Children From Ukraine Become War Booty As A Result Of The Russian Adoption Policy

Children fled bombed-out group homes and boarding schools when Russian forces surrounded the Ukrainian city of Mariupol last spring. After being separated from their families, they headed west, following friends or strangers in search of the relative safety of central Ukraine.
Instead, according to interviews by the kids, witnesses, and family members, pro-Russian forces intercepted them at checkpoints surrounding the city. Authorities put them on buses and sent them further into territory controlled by Russia.
Anya, 14, who left a Mariupol home for tuberculosis patients and is now with a foster family close to Moscow, stated, “I didn’t want to go. But no one questioned me”.

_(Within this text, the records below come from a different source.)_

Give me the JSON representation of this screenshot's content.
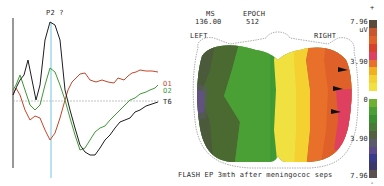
{
  "chart_data": [
    {
      "type": "line",
      "title": "P2 ?",
      "xlabel": "",
      "ylabel": "",
      "grid": false,
      "annotations": [
        "P2 ?"
      ],
      "series": [
        {
          "name": "O1",
          "color": "#c8452a",
          "points": [
            [
              13,
              95
            ],
            [
              16,
              88
            ],
            [
              20,
              95
            ],
            [
              25,
              110
            ],
            [
              30,
              120
            ],
            [
              35,
              116
            ],
            [
              40,
              118
            ],
            [
              45,
              130
            ],
            [
              50,
              140
            ],
            [
              55,
              133
            ],
            [
              60,
              118
            ],
            [
              65,
              100
            ],
            [
              68,
              90
            ],
            [
              72,
              82
            ],
            [
              76,
              78
            ],
            [
              80,
              74
            ],
            [
              85,
              73
            ],
            [
              90,
              80
            ],
            [
              96,
              82
            ],
            [
              102,
              80
            ],
            [
              108,
              82
            ],
            [
              114,
              83
            ],
            [
              118,
              78
            ],
            [
              124,
              80
            ],
            [
              128,
              76
            ],
            [
              132,
              73
            ],
            [
              136,
              72
            ],
            [
              140,
              70
            ],
            [
              146,
              71
            ],
            [
              152,
              71
            ],
            [
              158,
              72
            ]
          ]
        },
        {
          "name": "O2",
          "color": "#3f9a36",
          "points": [
            [
              13,
              90
            ],
            [
              16,
              85
            ],
            [
              20,
              75
            ],
            [
              25,
              90
            ],
            [
              30,
              105
            ],
            [
              35,
              110
            ],
            [
              40,
              105
            ],
            [
              45,
              85
            ],
            [
              50,
              68
            ],
            [
              55,
              72
            ],
            [
              60,
              85
            ],
            [
              65,
              100
            ],
            [
              70,
              118
            ],
            [
              75,
              135
            ],
            [
              80,
              150
            ],
            [
              85,
              148
            ],
            [
              90,
              140
            ],
            [
              95,
              132
            ],
            [
              100,
              128
            ],
            [
              105,
              126
            ],
            [
              110,
              120
            ],
            [
              115,
              115
            ],
            [
              120,
              110
            ],
            [
              125,
              105
            ],
            [
              130,
              100
            ],
            [
              135,
              98
            ],
            [
              140,
              94
            ],
            [
              146,
              92
            ],
            [
              150,
              90
            ],
            [
              155,
              88
            ],
            [
              158,
              85
            ]
          ]
        },
        {
          "name": "T6",
          "color": "#1e1e1e",
          "points": [
            [
              13,
              95
            ],
            [
              16,
              88
            ],
            [
              20,
              80
            ],
            [
              24,
              75
            ],
            [
              28,
              60
            ],
            [
              32,
              80
            ],
            [
              36,
              100
            ],
            [
              40,
              85
            ],
            [
              45,
              40
            ],
            [
              50,
              22
            ],
            [
              55,
              25
            ],
            [
              60,
              40
            ],
            [
              65,
              90
            ],
            [
              70,
              110
            ],
            [
              75,
              128
            ],
            [
              80,
              145
            ],
            [
              85,
              152
            ],
            [
              90,
              155
            ],
            [
              95,
              155
            ],
            [
              100,
              148
            ],
            [
              105,
              140
            ],
            [
              110,
              135
            ],
            [
              115,
              128
            ],
            [
              120,
              122
            ],
            [
              125,
              120
            ],
            [
              130,
              118
            ],
            [
              135,
              112
            ],
            [
              140,
              110
            ],
            [
              146,
              106
            ],
            [
              152,
              104
            ],
            [
              158,
              102
            ]
          ]
        }
      ],
      "baseline_y": 101,
      "vertical_marker_x": 51,
      "legend": [
        "O1",
        "O2",
        "T6"
      ],
      "legend_position": "right"
    },
    {
      "type": "heatmap",
      "title": "FLASH EP 3mth after meningococ seps",
      "header": {
        "ms_label": "MS",
        "ms_value": "136.00",
        "epoch_label": "EPOCH",
        "epoch_value": "512"
      },
      "side_labels": {
        "left": "LEFT",
        "right": "RIGHT"
      },
      "colorbar": {
        "unit": "uV",
        "top_sign": "+",
        "bottom_sign": "-",
        "ticks": [
          "7.96",
          "3.90",
          "0",
          "3.90",
          "7.96"
        ],
        "range": [
          -7.96,
          7.96
        ],
        "colors": [
          "#5a4a3a",
          "#c8552e",
          "#e0602a",
          "#d8402a",
          "#e04060",
          "#e8702a",
          "#f0b020",
          "#f4d030",
          "#f0e040",
          "#70b030",
          "#4aa035",
          "#3a9030",
          "#4a7a35",
          "#506040",
          "#5a5a6a",
          "#5a4a8a",
          "#3a3a8a",
          "#3a3a6a",
          "#4a3a5a",
          "#5a5050"
        ]
      },
      "regions": [
        {
          "area": "left-posterior",
          "value_range": "-3.90 to -7.96",
          "color": "#4a5a35"
        },
        {
          "area": "left-lateral",
          "value_range": "-7.96",
          "color": "#6a4a9a"
        },
        {
          "area": "center",
          "value_range": "0 to -3.90",
          "color": "#3f9a36"
        },
        {
          "area": "right-center",
          "value_range": "0 to 3.90",
          "color": "#f4d030"
        },
        {
          "area": "right-lateral",
          "value_range": "3.90 to 7.96",
          "color": "#e0602a"
        }
      ],
      "arrows": 3
    }
  ],
  "waveform": {
    "peak_label": "P2 ?",
    "traces": [
      {
        "label": "O1"
      },
      {
        "label": "O2"
      },
      {
        "label": "T6"
      }
    ]
  },
  "map": {
    "ms_label": "MS",
    "ms_value": "136.00",
    "epoch_label": "EPOCH",
    "epoch_value": "512",
    "left_label": "LEFT",
    "right_label": "RIGHT",
    "caption": "FLASH EP 3mth after meningococ seps"
  },
  "colorbar": {
    "plus": "+",
    "minus": "-",
    "unit": "uV",
    "t1": "7.96",
    "t2": "3.90",
    "t3": "0",
    "t4": "3.90",
    "t5": "7.96"
  }
}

She claimed that she abandoned a sketchbook that contained her mother’s phone number in her haste to escape. She was only able to recall the first three digits.
The transfer of thousands of Ukrainian youngsters to Russia for adoption and citizenship has been proclaimed by Russian authorities with patriotic fanfare since Russia’s invasion of Ukraine started in late February. On state-run media, authorities present newcomers with teddy bears while they are shown as abandoned children being rescued from battle.
Regardless of whether the children were orphans, the mass transfer of them could constitute a war crime. According to conversations with kids and families on both sides of the border, although many of the kids did come from orphanages and group homes, officials also took kids whose guardians or relatives wanted them back.
Children like Anya who were escaping recently captured territory were swept up when Russian troops advanced into Ukraine. Local Ukrainian officials claim that several were seized after their parents were murdered or detained by Russian soldiers.
Vladimir Putin, the president of Russia, is systematically resettling people as part of a larger effort to treat Ukraine as a part of his country and present his illegitimate invasion as a worthy cause. His government has utilized kids, particularly sick, underprivileged, and orphaned ones, in a drive to portray Russia as a humanitarian savior.
Ivan Matkovsky, 16, claimed that after escaping a government boarding school in Mariupol and getting diverted at a Russian checkpoint, he too wound up at a Donetsk hospital.
Ivan mentioned an 8-year-old boy named Nazar who had sheltered with his mother in a Mariupol theatre that had been severely damaged by airstrikes in one of the war’s most horrific massacres as one of the other kids in the hospital. He lived, but he never discovered his mother.
Similar accounts of youngsters who survived the Russian assault and wound up at adjacent hospitals were given by local authorities in Mariupol.